Defections

17 February 2022

It looks more and more like the 2022 presidential election will not be about electing the next president–few doubt that the incumbent will be re-elected–but rather about the future complexion of French politics.

Accordingly, defections are proliferating. Yesterday, Ségolène Royal, the Socialist candidate in 2007 (which now seems like a remote, all-but-incomprehensible era), endorsed Jean-Luc Mélenchon, who in her eyes is “waging the best campaign” and is the only conceivable “useful vote” for voters on the left.

Meanwhile, Nicolas Bay, once the spokesman for Le Pen’s Rassemblement National, formalized his affiliation with Zemmour’s Reconquest following his suspension from RN, which accused him of having supplied campaign documents to Zemmour. Bay’s expulsion/defection was preceded by the defections of Stéphane Ravier, formerly the RN’s only senator; Guillaume Peltier; and Gilbert Collard. Meanwhile, Eric Ciotti, presumably a backer of Valérie Pécresse, let it be known that if she didn’t make it into round two, he would vote for Zemmour–an extraordinary declaration for a presumptive party stalwart, tantamount to a defection before the fact.

What does all this signify? First, it has become clear not only to the politicians of the right, but also to their bankrollers, such as Vincent Bolloré, that Le Pen’s rise had fatally compromised the mainstream or republican right. As long as the traditional cordon sanitaire around the far right remained in place, it would be difficult to challenge the solid centrist coalition around Macron. Zemmour may not be the right-wing standard-bearer of the future, but he has shown that a new lineup is possible on the right, one capable of attracting heavy hitters from both sides of the former cordon.

This new quasi-party will be just as “bourgeois” as the Macronist center. What it will not be is cosmopolitan, pro-EU, pro-globalization, socially tolerant, and youthfully hip. It will emphasize the traditional family and the Catholic religion, rail against immigration, homosexuality, gender theory, Islam, etc., and retail its own highly expurgated version of le roman national in lieu of any concrete discussion of social or economic policy. It will leave the working class, les gilets jaunes, and other unruly manifestations of popular discontent to Le Pen and Mélenchon and do battle in the center for what it sees as the 75% of the electorate not drawn to either of those two extremes.

The remapping of the right is thus already under way. On the left, things are not so clear. Royal’s defection puts yet another nail in the coffin of the PS, but, unlike in Germany, the Greens have not really captured the imagination of floating left-wing voters in search of a mooring place. Mélenchon may barely lead the pack at the moment, but he is stuck at around 10% and in any case is a spent force: this will be his last race, and he has made LFI such a personal vehicle that it will splinter when he retires. Hidalgo at 1.5% achieves the remarkable feat of showing that a Socialist could do even worse than Hamon in 2017. Taubira is running even with the Communist Fabien Roussel at 4.5%. The contending forces on the left are thus pulling in five or six different directions, and it will take a very perspicacious political entrepreneur to figure a way out of this depressing morass.

Meanwhile, readers interested in Zemmour’s rise will profit from reading Arun Kapil’s excellent piece in the London Review.

1 Comment

  • Anonymous says:

    Zemmour’s “Reconquest” is a retrograde 21st century reimagining of the, traditional Catholic “intégriste” position that has lived on in France since the monarchy was toppled. It took the form of support for the Restoration in the early 19th century, anti-Dreyfusard sentiment in the late 19th century, Maurras in the early 20th and Jean-Marie Le Pen in the latter half of that century. Notwithstanding, it is rather remarkable that Zemmour has displaced Le Pen with an appeal that is not an appeal to conservatively inclined working people but to a moral panic over the threat posed by a more diverse France.
    What does it mean that in France in 2022 there is a substantial segment of the population that prefers the overtly bigoted, misogynist ideology mouthed by Zemmour to the milder claptrap of Marine Le Pen? To give her her due, Le Pen continues to insist that her “certain idea of France” is a country open to any foreigner who will accept already-established French rules. Zemmour peddles something different: a France where foreigners and non-Catholics are by definition excluded.
    For Zemmour to call what he is doing a “Reconquest” also plays to historical memory about the expulsion of the Moors –and eventually Jews, too– from Spain, and the blocking of any further Moorish expansion into France by Charles the Hammer. Zemmour preys upon the fears of his supporters about “the Other” in a way that is more devious than Marine Le Pen’s appeals to a “traditional” France. If Zemmour remains a force on the French Right, if the “grosses têtes” of “Les Republicains” still take him seriously after his certain defeat in the presidential election, it would give cause for concern. To be taken seriously and courted afterwards –Zemmour’s continuance in politics would introduce a strain of reactionary politics into the program of the French Right that cannot do France –or the Right– any good.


What is needed: Reproduce each record verbatim, images excluded.

Listed records:
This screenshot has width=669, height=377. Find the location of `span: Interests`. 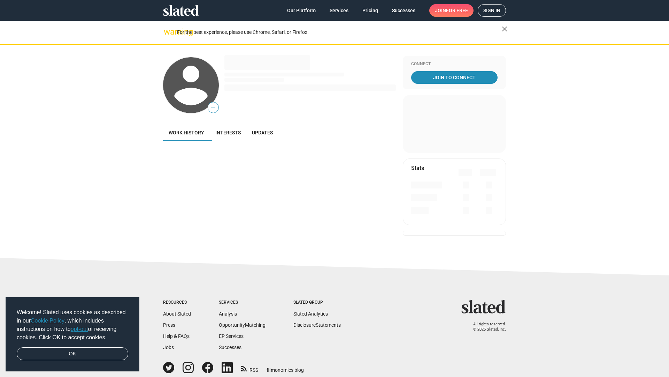

span: Interests is located at coordinates (228, 132).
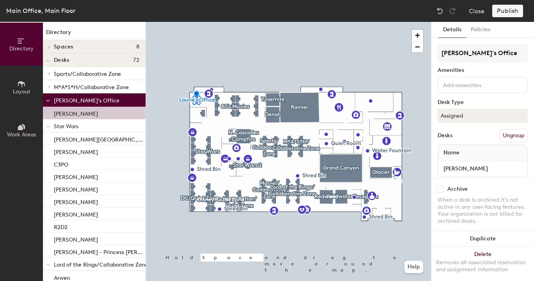 Image resolution: width=534 pixels, height=281 pixels. What do you see at coordinates (440, 11) in the screenshot?
I see `img: Undo` at bounding box center [440, 11].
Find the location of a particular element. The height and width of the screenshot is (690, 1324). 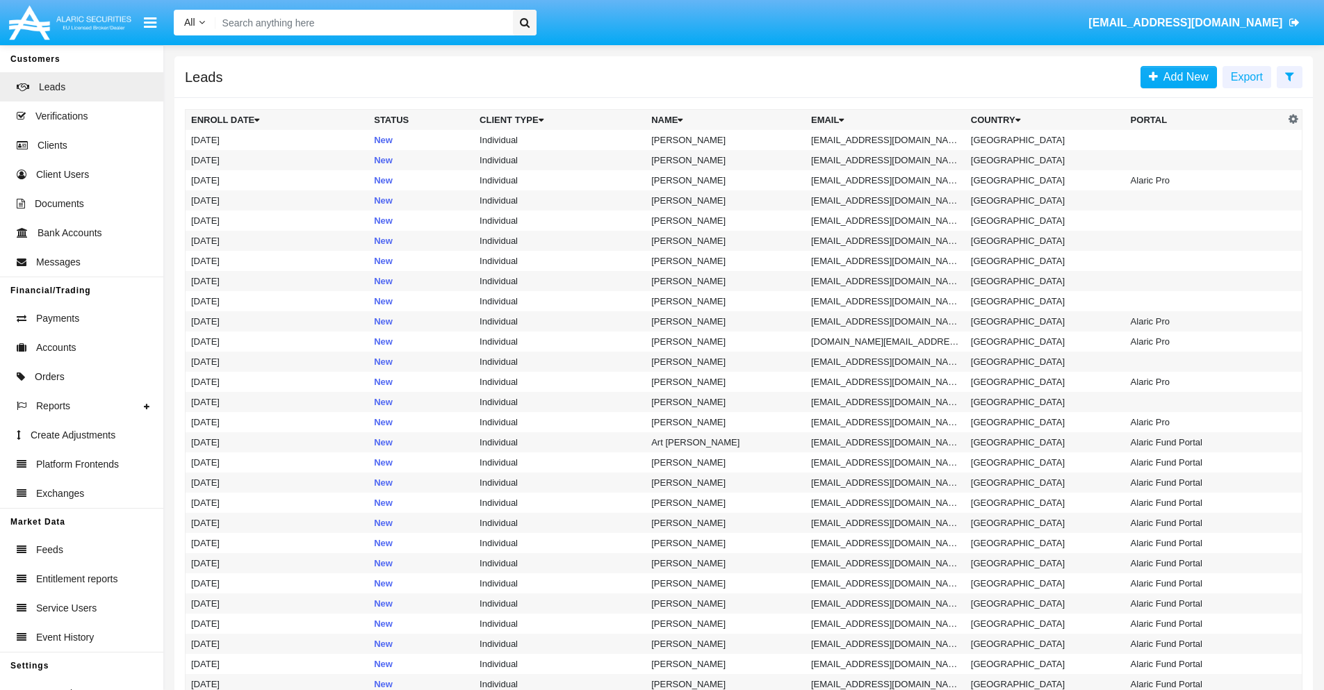

span: Verifications is located at coordinates (61, 116).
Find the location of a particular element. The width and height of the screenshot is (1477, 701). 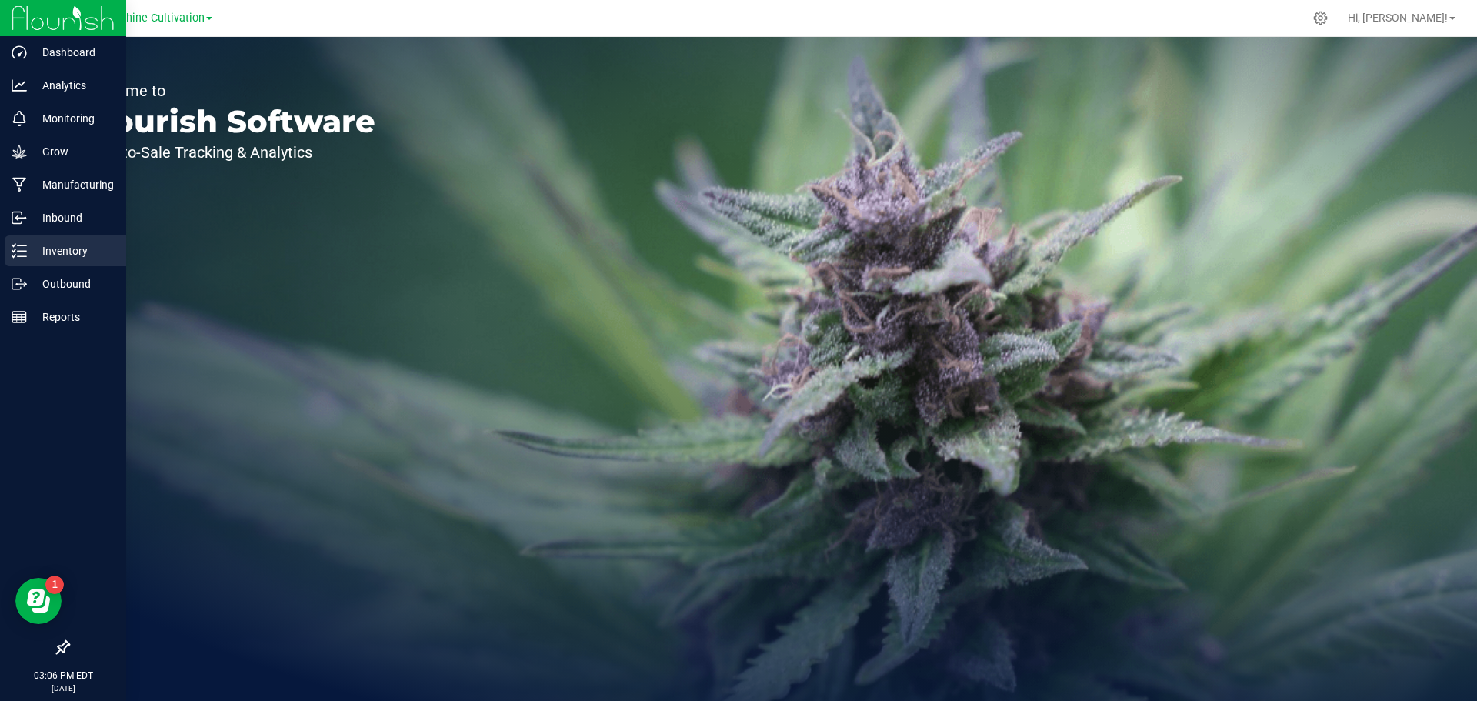

inline-svg: Inventory is located at coordinates (19, 251).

Your response:
This screenshot has width=669, height=377. Find the location of `span: Interests`. 

span: Interests is located at coordinates (228, 132).
 Image resolution: width=534 pixels, height=281 pixels. What do you see at coordinates (440, 11) in the screenshot?
I see `img: Undo` at bounding box center [440, 11].
Find the location of a particular element. The height and width of the screenshot is (690, 1324). 

span: Verifications is located at coordinates (61, 116).
Find the location of a particular element. The width and height of the screenshot is (1477, 701). 

inline-svg: Inventory is located at coordinates (19, 251).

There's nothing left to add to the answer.